1941 Waco UPF 7 Words of Recognition
NC 32071
NC32071 created a lifetime memory for me the day I first saw it on July 20, 2018. My friend Barry Branin was assisting me in finding a Waco biplane and had suggested I go look at several in different parts of the country. On this late July day, my close friend and fellow pilot, Les Banta and I climbed in my TBM 850 early in the morning and flew east to the North Carolina coast for nearly four hours to meet Jack and Glynda Hill, the owners of this amazing John and Scott Shue restoration and 2007 Airventure Lindy Award winner.
Jack and Glynda met us at their hangar and showed us the plane. We looked carefully and then climbed back into the TBM for what would be over five flying hours to get home. Near the end of a long day of flying in the flight levels to go see an antique biplane – which spent almost all its life below a thousand feet – the Master Warning light on the TBM’s panel began flashing. We’d lost pressurization at 30,000 feet! Things worked out ok for that memorable flight and a memorable day of Waco admiring.
I didn’t end up buying Jack’s plane as I purchased Dave Allen’s beautiful UMF 3 instead. Eventually, Marla Boone bought it and flew it home to her grass strip near its place of creation in Troy, Ohio. I next saw NC 32071 in June of 2022 at the American Waco Club fly-in at Poplar Grove, Illinois where I admired the careful restoration, hand rubbed dope finish, and simplicity of its lines without an engine cowl or wheel pants.
Later, in October of the same year, I saw Marla and her red beauty again when I was at her next-door neighbor Sean Saddler’s house buying another beautiful red antique airplane: his just restored Fairchild 24. When Marla put her plane up for sale recently in 2024, I realized that if I bought it, it would be the second red airplane I purchased from a private strip just west of Waco’s home field.
When NC 32071 got to Oklahoma City, courtesy of my friend Rob Lock’s frigid ferry flight, I was struck again at the simple beauty of Waco’s standard paint scheme from the 1930’s. This UPF 7 was built for the Civilian Pilot Training Program and originally painted Army blue and yellow. Yet, the red color with white fishhook striping looks at home and compliments the Shue’s perfect rib stitching and the immaculate wing and fuselage construction underneath. My original thought in buying the plane from Marla was to take it back to its 1941 CPTP livery.
Now, I’m not certain of that and will be mulling it over during the winter as I work to clean and polish the engine and airframe to bring it back as closely to the condition it was in when Jack first picked it up in Pennsylvania from the Shue’s. It’s in terrific condition but nearly two decades, and almost 750 hours of flying, have had their effect on the paint and on the numerous nooks and crannies which inevitably attract oil, grease and dirt.
Whether it stays red or goes blue and yellow, the plan is to honor John and Scott’s workmanship and Jack and Marla’s careful custodianship of one of the best Waco’s every built.

In 2022 I got the crazy idea to try to collect one pristine example of each of the six Waco “F” models manufactured from 1930 to 1942. In 2023, I purchased NC 30107, a gorgeous red example restored by famed Rare Aircraft. While not an award winner it easily could have been. I thought I was all set on my UPF 7 part of the collection.
But as I added planes to the series, and began closing in on completing what I believe is the only collection in the world to include an example of every “F” model, I started thinking that at least one of them should be in military livery. After all, just about every Waco F series plane served during World War II and most as trainers in the Civilian Pilot Training Program. Almost all F7’s were, in fact, first owned by the Defense Plant Corporation or some other operator of initial flight training schools for the war effort.
I’ve kept my eye open for a blue and yellow UPF 7 for sale with no luck for a year or so. Seeing one at a private fly in near Sacramento this spring really fired my imagination and when a friend showed me the bones of a former Nicaraguan Air Force example, including its original sheet metal still bearing the South American country’s roundel, I decided I needed to add a military version to the collection even if it meant parting with what is arguably the second prettiest plane in the collection.
Then Marla Boone put her beautiful UPF 7 up for sale at a price that would allow repainting or even recovering. It’s a Shue restoration and their reputation for quality is well deserved. They also build planes just the way Waco did so it’s bones would be perfect. After a brief visit to catch up on NC 32071’s history since I’d last seen it Marla agreed to sell it to me.
My plan is to have the exterior refinished so that it looks exactly the way it did when it left the factory in Troy, Ohio on September 17, 1941. That will mean taking it partially apart and either sanding the existing finish off and repainting or recovering. Either way the plane will be ready for another couple of decades of flying adventures when we’re finished. In the meantime, for the next year or so at least, I’m planning on enjoying it as I fly on and off the grass runway of the old Mustang Training Field first established in 1943 as a CPTP field and now operated as El Reno Regional Airport.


◆ Your assignment
Within this material, find every line where the string "callout" appears, and copy it out.

......

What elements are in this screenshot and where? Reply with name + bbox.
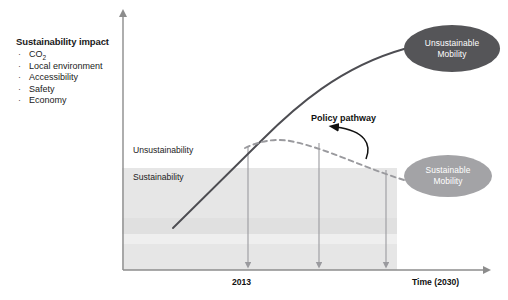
list-item-label: Accessibility	[29, 72, 78, 82]
callout-line-2: Mobility	[426, 176, 471, 187]
diagram-canvas: Sustainability impact ·CO2 ·Local enviro…	[0, 0, 508, 300]
list-item: ·Economy	[16, 95, 126, 107]
list-item: ·Safety	[16, 84, 126, 96]
x-axis-label: Time (2030)	[412, 277, 459, 287]
bullet-icon: ·	[18, 72, 21, 84]
legend-title: Sustainability impact	[16, 36, 126, 48]
list-item: ·Accessibility	[16, 72, 126, 84]
bullet-icon: ·	[18, 49, 21, 61]
list-item: ·Local environment	[16, 61, 126, 73]
list-item: ·CO2	[16, 49, 126, 61]
callout-line-1: Sustainable	[426, 165, 471, 176]
policy-pathway-label: Policy pathway	[311, 113, 376, 124]
callout-line-1: Unsustainable	[425, 38, 479, 49]
list-item-label: Economy	[29, 95, 67, 105]
sustainability-band	[122, 168, 397, 270]
band-label-unsustainability: Unsustainability	[133, 145, 193, 155]
list-item-label: Local environment	[29, 61, 103, 71]
list-item-label: CO	[29, 49, 43, 59]
sustainability-impact-legend: Sustainability impact ·CO2 ·Local enviro…	[16, 36, 126, 107]
band-label-sustainability: Sustainability	[133, 172, 184, 182]
x-axis-tick-label-2013: 2013	[232, 277, 251, 287]
policy-pathway-arrow	[336, 127, 368, 159]
callout-unsustainable-mobility: Unsustainable Mobility	[404, 25, 500, 72]
callout-sustainable-mobility: Sustainable Mobility	[404, 155, 492, 197]
legend-item-list: ·CO2 ·Local environment ·Accessibility ·…	[16, 49, 126, 107]
bullet-icon: ·	[18, 95, 21, 107]
list-item-label: Safety	[29, 84, 55, 94]
bullet-icon: ·	[18, 84, 21, 96]
callout-line-2: Mobility	[425, 49, 479, 60]
bullet-icon: ·	[18, 61, 21, 73]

......

◆ Response
callout-line-2: Mobility	[426, 176, 471, 187]
callout-line-1: Sustainable	[426, 165, 471, 176]
callout-line-1: Unsustainable	[425, 38, 479, 49]
callout-unsustainable-mobility: Unsustainable Mobility	[404, 25, 500, 72]
callout-sustainable-mobility: Sustainable Mobility	[404, 155, 492, 197]
callout-line-2: Mobility	[425, 49, 479, 60]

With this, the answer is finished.